National Grid: Live
This repository contains the source code for National Grid: Live.
Installation
Any officially supported versions of PHP and MySQL can be used.
Database
Create a database and a user with SELECT
, INSERT
, UPDATE
, and DELETE
privileges, and import grid.sql
into the database.
Copy configuration.php.example
to configuration.php
and enter the appropriate database connection settings into the PHP constants.
Web server
Configure the server to serve the contents of the public
directory. Note that this directory contains only static files, so the web server does not need to support PHP.
Cron
Set up a cron job to execute the update.php
script (using the PHP CLI SAPI) every five minutes. The cron job must run as a user with write access to public/favicon.svg
and public/index.html
.
The script outputs details of the update process to standard output, and details of errors to standard error. An error with an individual data source does not abort the rest of the update process. The APIs can be unreliable, so the ERROR_REPORTING_THRESHOLD
constant in configuration.php
is provided to control how many consecutive times an error must occur before it is reported.
Fonts
The CSS refers to proza-light.woff2
and proza-regular.woff2
. These are commercial fonts, so are not included in this repository. Licences for Proza can be purchased from Bureau Roffa. Alterenatively, the simplified free version Proza Libre can be used instead.
Codebase structure
PHP classes can be found in the classes
directory. The Database class directly within this directory is responsible for all database access. The other classes are divided into three namespaces:
The Data namespace contains classes for reading data from the various data sources, as documented further below.
The State namespace contains classes representing the data needed to output the user interface. The State class is the overall container; an instance of this class is returned by the getState()
method of a Database
instance.
The UI namespace contains classes that output the user interface. The UI class has overall responsibility for outputting the HTML, while the Favicon class outputs the dynamically-updated favicon.
Data sources
Balancing Mechanism Reporting Service
This API, developed by Elexon, reports power generation connected to the national transmission network, interconnector imports and exports, and pricing.
Data is available in XML format at 30-minute or 5-minute granularity. Only power generation (and not power consumption for pumping) is reported for pumped storage. Only the separate 30-minute interconnector data reports negative power generation for exports.
PHP classes: FiveMinuteGeneration, HalfHourGeneration, Interconnectors, Pricing
Carbon Intensity API
This API, developed by National Grid ESO and the University Of Oxford Department Of Computer Science, estimates the carbon intensity of electricity generation in grams of carbon dioxide per kilowatt-hour.
Data is available in JSON format at 30-minute granularity. Estimates may be retrospectively updated. Data is derived from the Balancing Mechanism Reporting System so outages occur whenever the BMRS has outages.
PHP class: Emissions
National Grid ESO Data Portal
This API, developed by National Grid ESO, estimates power generation from embedded solar and wind (generation connected to the local distribution network rather than the national transmission network) and power consumption by pumped storage pumping.
Data is available in CSV format at 30-minute granularity. Estimates may be retrospectively updated.
PHP class: Demand
Future plans
Battery storage data isn’t yet shown. The Balancing Mechanism Reporting Service includes several battery storage systems in its ‘other’ category, but only discharging is reported, in the same way as with pumped storage systems. While the National Grid ESO Data Portal offers an API reporting on pumped storage pumping, they don’t yet report on battery charging.
Elexon are in the process of testing a new API that will replace the Balancing Mechanism Reporting Service. Once this API has been finalised I’ll update the code to use it.
I’m not currently planning any other major changes. I believe it’s better for a project like this to have a limited scope and a concise interface serving the general public than to attempt to offer specialised analysis for energy industry experts.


EXERCISE
Take every line containing "info" from the material and copy it.

DATA FOR THIS TASK

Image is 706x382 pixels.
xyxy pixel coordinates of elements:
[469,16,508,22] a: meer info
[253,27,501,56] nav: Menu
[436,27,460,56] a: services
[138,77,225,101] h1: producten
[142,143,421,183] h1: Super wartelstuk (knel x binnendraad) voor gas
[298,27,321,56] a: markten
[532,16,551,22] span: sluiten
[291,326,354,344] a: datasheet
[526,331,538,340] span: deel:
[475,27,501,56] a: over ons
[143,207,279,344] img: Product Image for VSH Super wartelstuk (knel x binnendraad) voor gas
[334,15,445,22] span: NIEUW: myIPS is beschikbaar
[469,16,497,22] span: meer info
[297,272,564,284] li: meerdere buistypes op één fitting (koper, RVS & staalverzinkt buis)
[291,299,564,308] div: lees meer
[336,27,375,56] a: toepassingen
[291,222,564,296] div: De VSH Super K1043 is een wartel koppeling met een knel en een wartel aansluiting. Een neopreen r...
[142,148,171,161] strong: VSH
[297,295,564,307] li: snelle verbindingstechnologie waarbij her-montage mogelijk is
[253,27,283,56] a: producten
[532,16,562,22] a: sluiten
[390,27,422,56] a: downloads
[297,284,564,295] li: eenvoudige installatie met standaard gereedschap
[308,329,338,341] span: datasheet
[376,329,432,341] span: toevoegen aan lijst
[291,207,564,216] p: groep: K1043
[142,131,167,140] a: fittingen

SOLUTION
[469,16,508,22] a: meer info
[469,16,497,22] span: meer info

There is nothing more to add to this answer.